In Grasplify, the students switched hands quite quickly (we showed an example earlier of Leo switching from 8 × 5 to 5 × 8). However, we never saw them switch factors in Zaplify. We hypothesise that it is because the visual display changes so much in Grasplify, so that 4 × 3 is seen as being different from 3 × 4 (though also being the same). Also, the two sides of Grasplify host different kinds of numbers: one side is the unit, the other side is the number of copies of the unit. For both of these reasons, switching sides seems to make a difference for students. In Zaplify, however, the difference is not recognised. Not only would the grids look very similar when the horizontal is switched with the vertical, but also the two sides (left and bottom) create the same kind of objects (the two factors).
Of course, it is possible to switch hands in Zaplify, but no student ever did. We interpret this as an awareness they have of the symmetry of Zaplify, that is, that placing 7 fingers along the bottom and 5 along the side will produce “the same” as placing 5 along the bottom and 7 along the side. Moreover, we suggest that by not switching, they are showing a sense of hospitality in Zaplify, by respecting its particular way of showing multiplication and not forcing into it the ways of working in Grasplify.
Related to this issue of switching, the only time we heard the students comment on the difference in Zaplify was when Leo was asked which world was better for showing that 4 × 5 is the same as 5 × 4. He first chose Grasplify, but then switched to Zaplify. He created 4 × 5 and described “there are four dots, five times”. He hesitated for five seconds and then turned the iPad 90 degrees, saying “When you look at the portrait, you can see it, (he then turns the iPad 90 degrees), when you look at landscape you can also see it”. We note that in this explanation there is no switching of hands, only a change of perspective.

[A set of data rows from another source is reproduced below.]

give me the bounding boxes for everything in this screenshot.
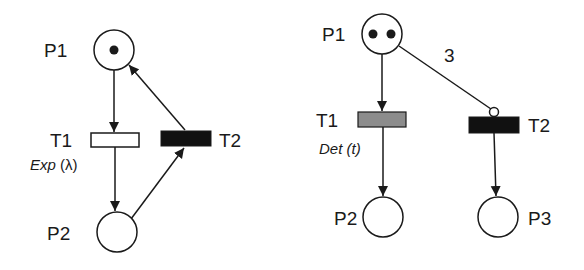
inhibitor-circle-icon (490, 108, 499, 117)
transition-annotation-right-t1: Det (t) (319, 140, 361, 157)
place-left-p1 (94, 30, 134, 70)
transition-annotation-left-t1: Exp (λ) (30, 156, 78, 173)
place-label-left-p1: P1 (44, 40, 67, 61)
token (110, 46, 119, 55)
place-label-right-p3: P3 (528, 208, 551, 229)
right-petri-net: 3 P1 T1 Det (t) T2 P2 P3 (316, 14, 551, 237)
transition-label-left-t1: T1 (50, 130, 72, 151)
arc-multiplicity-label: 3 (444, 45, 455, 66)
transition-label-right-t2: T2 (528, 115, 550, 136)
place-label-right-p1: P1 (322, 24, 345, 45)
transition-left-t2-immediate (161, 131, 211, 146)
transition-right-t2-immediate (469, 117, 519, 133)
transition-label-right-t1: T1 (316, 110, 338, 131)
left-petri-net: P1 T1 Exp (λ) T2 P2 (30, 30, 241, 252)
place-right-p1 (362, 14, 402, 54)
transition-label-left-t2: T2 (219, 130, 241, 151)
place-left-p2 (97, 212, 137, 252)
token (387, 30, 396, 39)
place-right-p3 (478, 197, 518, 237)
transition-right-t1-deterministic (358, 112, 406, 127)
place-label-right-p2: P2 (334, 208, 357, 229)
arc-left-p2-t2 (131, 148, 184, 219)
arc-right-t2-p3 (494, 133, 496, 196)
transition-left-t1-exponential (91, 133, 139, 147)
place-label-left-p2: P2 (47, 223, 70, 244)
token (369, 30, 378, 39)
place-right-p2 (363, 197, 403, 237)
petri-net-figure: P1 T1 Exp (λ) T2 P2 3 P1 T1 Det (t) (0, 0, 584, 270)
arc-left-t2-p1 (129, 65, 185, 130)
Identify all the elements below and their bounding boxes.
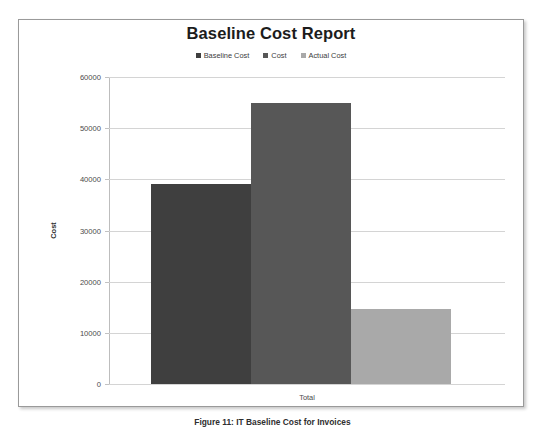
legend-label-baseline-cost: Baseline Cost [204,51,250,60]
y-axis-tick-label: 40000 [80,175,101,184]
legend-label-cost: Cost [271,51,286,60]
y-axis-tick-label: 60000 [80,73,101,82]
bar-baseline-cost[interactable] [151,184,251,384]
x-axis-tick-label-total: Total [299,393,315,402]
plot-area: 0100002000030000400005000060000 [109,77,505,384]
bar-series-group [110,77,505,384]
legend-item-baseline-cost[interactable]: Baseline Cost [196,51,250,60]
y-axis-tick-mark [105,333,109,334]
x-axis-labels: Total [109,386,505,404]
y-axis-tick-mark [105,77,109,78]
legend-swatch-actual-cost [301,53,306,58]
chart-legend: Baseline Cost Cost Actual Cost [19,51,523,60]
bar-actual-cost[interactable] [351,309,451,384]
chart-frame: Baseline Cost Report Baseline Cost Cost … [18,19,524,407]
chart-title: Baseline Cost Report [19,24,523,43]
y-axis-tick-mark [105,128,109,129]
y-axis-tick-mark [105,384,109,385]
y-axis-tick-mark [105,179,109,180]
y-axis-tick-label: 30000 [80,226,101,235]
legend-swatch-baseline-cost [196,53,201,58]
legend-item-cost[interactable]: Cost [263,51,286,60]
legend-label-actual-cost: Actual Cost [309,51,347,60]
gridline [109,384,505,385]
y-axis-tick-label: 50000 [80,124,101,133]
y-axis-tick-label: 10000 [80,328,101,337]
y-axis-title-label: Cost [49,222,58,238]
y-axis-tick-label: 20000 [80,277,101,286]
figure-caption: Figure 11: IT Baseline Cost for Invoices [0,417,545,427]
y-axis-tick-label: 0 [97,380,101,389]
y-axis-tick-mark [105,231,109,232]
y-axis-tick-mark [105,282,109,283]
legend-item-actual-cost[interactable]: Actual Cost [301,51,347,60]
y-axis-title: Cost [45,77,61,384]
legend-swatch-cost [263,53,268,58]
bar-cost[interactable] [251,103,351,384]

We saw a similar untranslatable when we asked Ian and Fabian to vary the button problem, so that there would only be four heaps (instead of five). In Grasplify, Ian released one pip-finger, while Fabian started to drag one pod into the trash bin. When Ian asked him why he was doing that, Fabian replied, “because four buttons” and Ian responded, “four buttons in each pile”, to which Fabian agreed. Subsequently, when the interviewer asked about decreasing the number of buttons in each heap again, they were quick to lift a pip-finger. In comparison, when asked to increase the number of buttons in each heap in Zaplify (from five to six), they spent more time discussing where they should tap, the left side or the bottom. They had made five horizontal rows and eight vertical ones. Ian tapped once at the bottom (creating nine vertical lines) but soon realised that it was incorrect. Fabian tried to help by tapping on the top of the screen to add one more horizontal line and said, “that’s six”, but Ian said, “but that’s nine”. Eventually, Ian cleared the screen and restarted. He made six horizontal lines, then locked the screen, and made eight vertical lines. When asked, “what if there were seven buttons?”, Ian made one more vertical line but realised that it was incorrect and restarted. We see this as a similar untranslatable because it seems related to the fact that the two quantities play more distinct roles in Grasplify, which seems to make it easier to vary the problem, while the two quantities in Zaplify are harder to distinguish. In other words, the distinctness of Grasplify cannot be expressed in Zaplify.